---------- GIVEN RECORDS
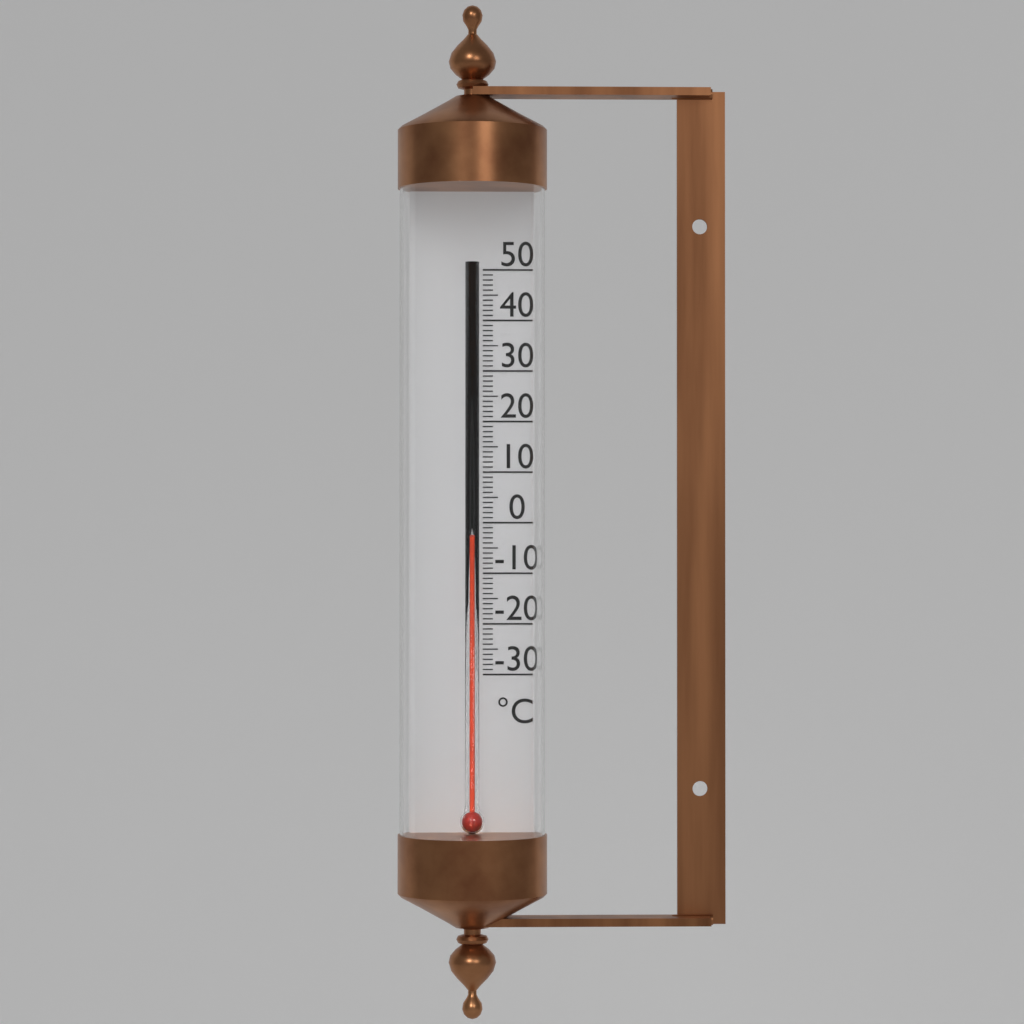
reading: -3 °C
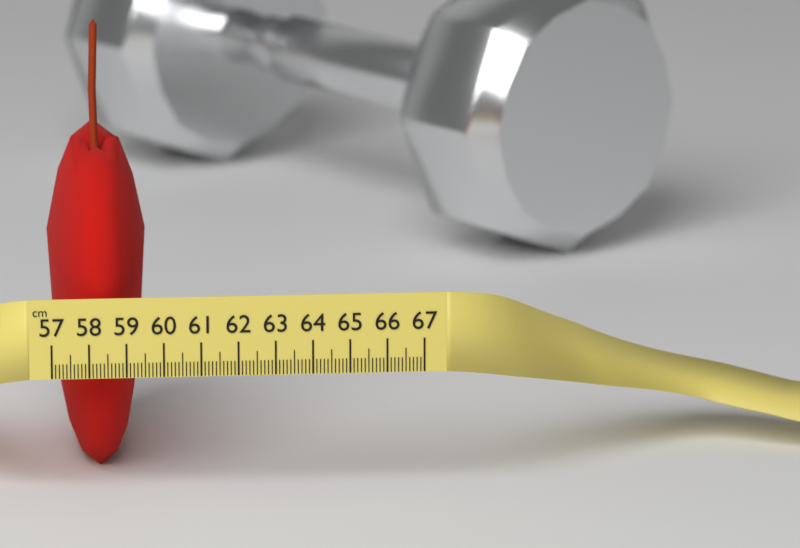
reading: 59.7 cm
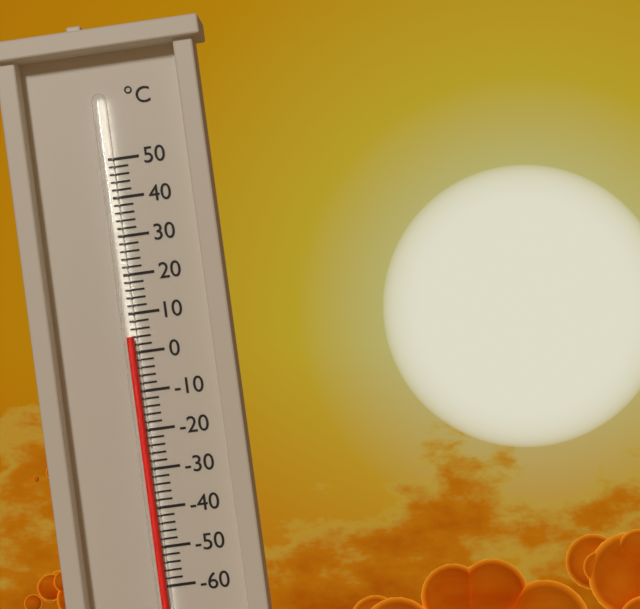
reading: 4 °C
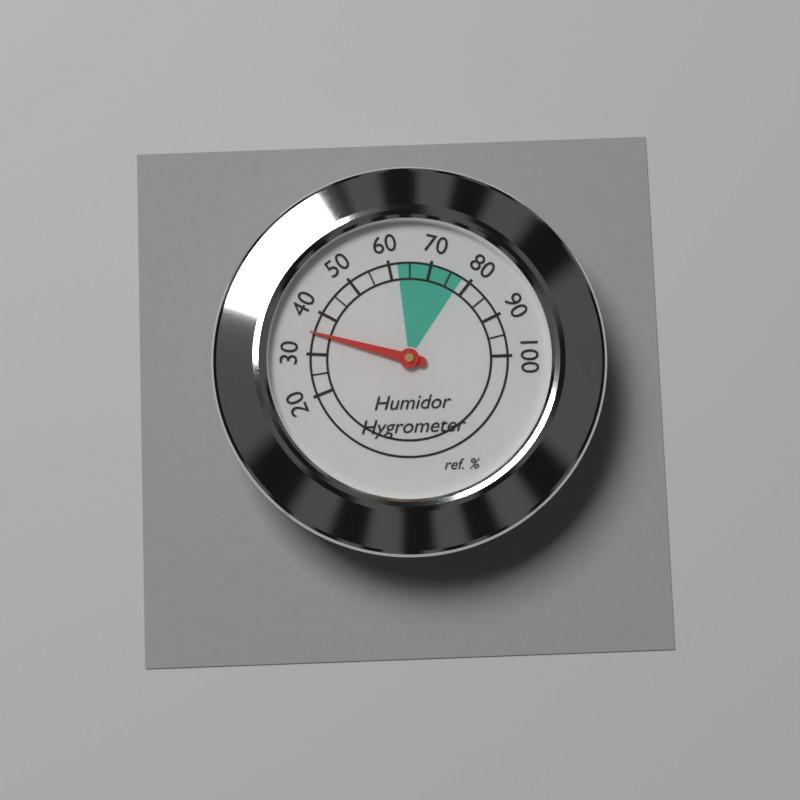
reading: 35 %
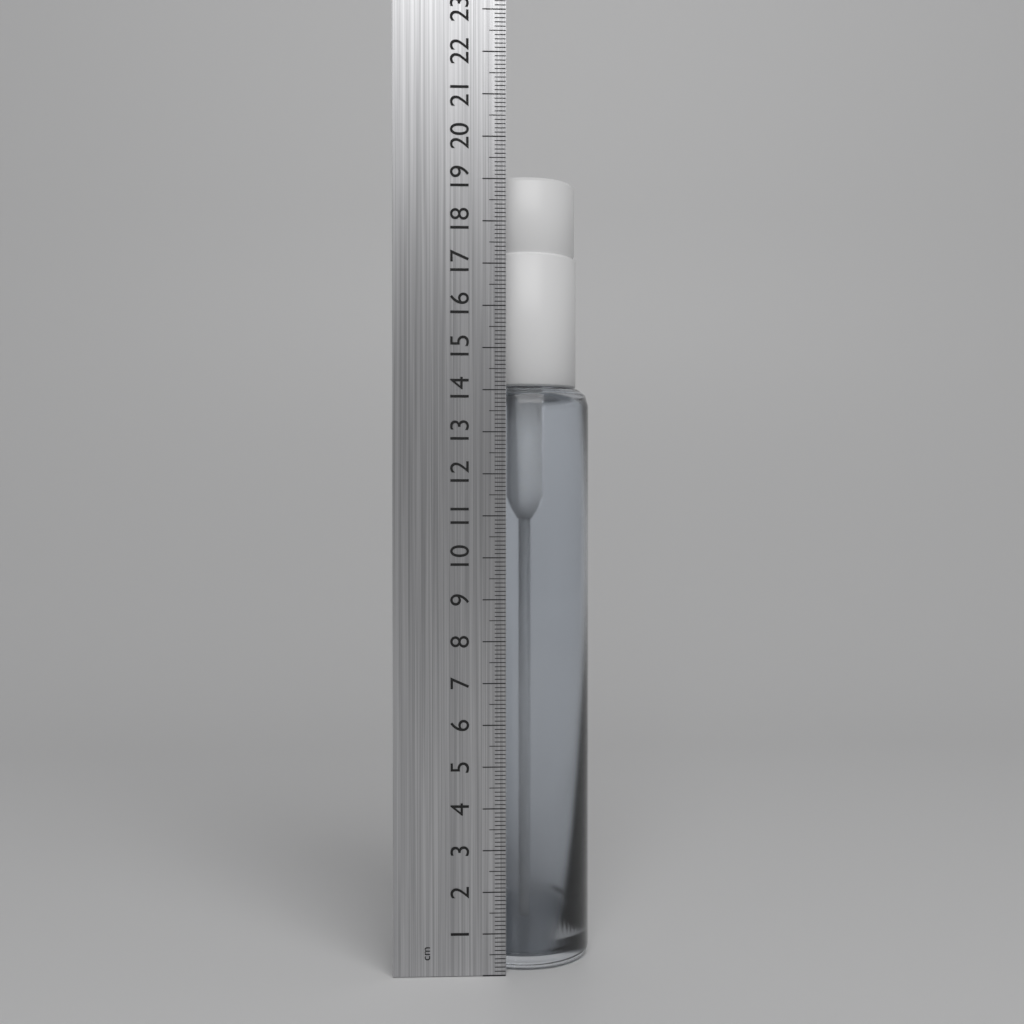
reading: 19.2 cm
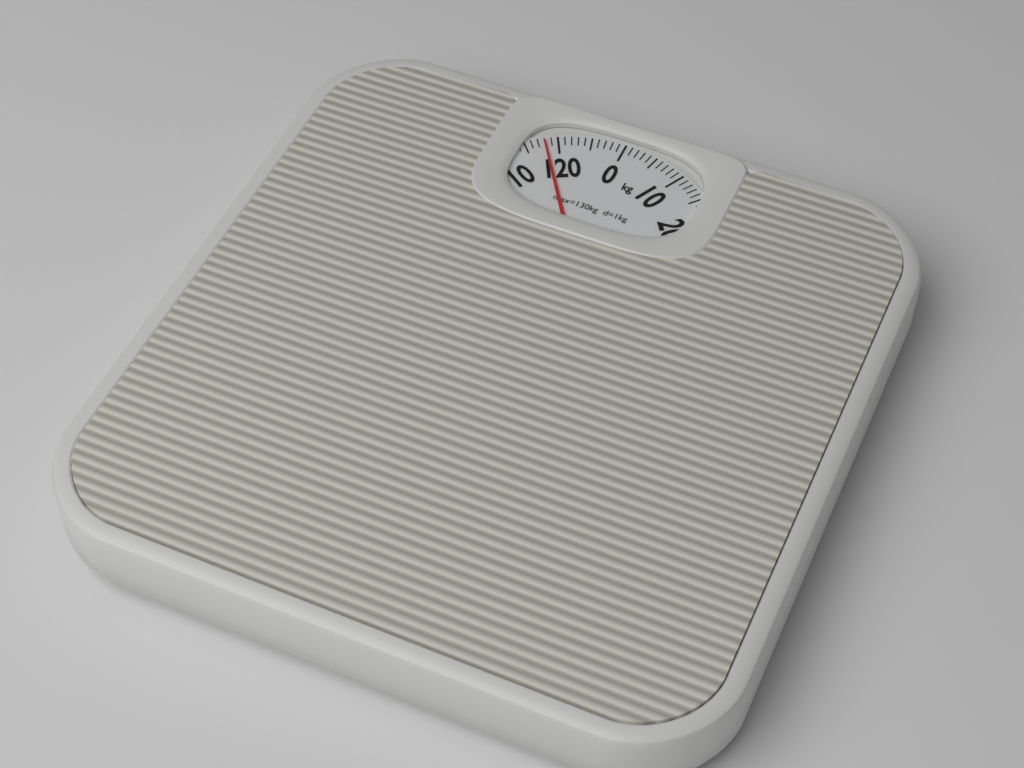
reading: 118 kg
--------------------
### THE TASK:
The records above are to be copied exactly, with no pictures carried over.

### EXERCISE OUTPUT:
reading: -3 °C
reading: 59.7 cm
reading: 4 °C
reading: 35 %
reading: 19.2 cm
reading: 118 kg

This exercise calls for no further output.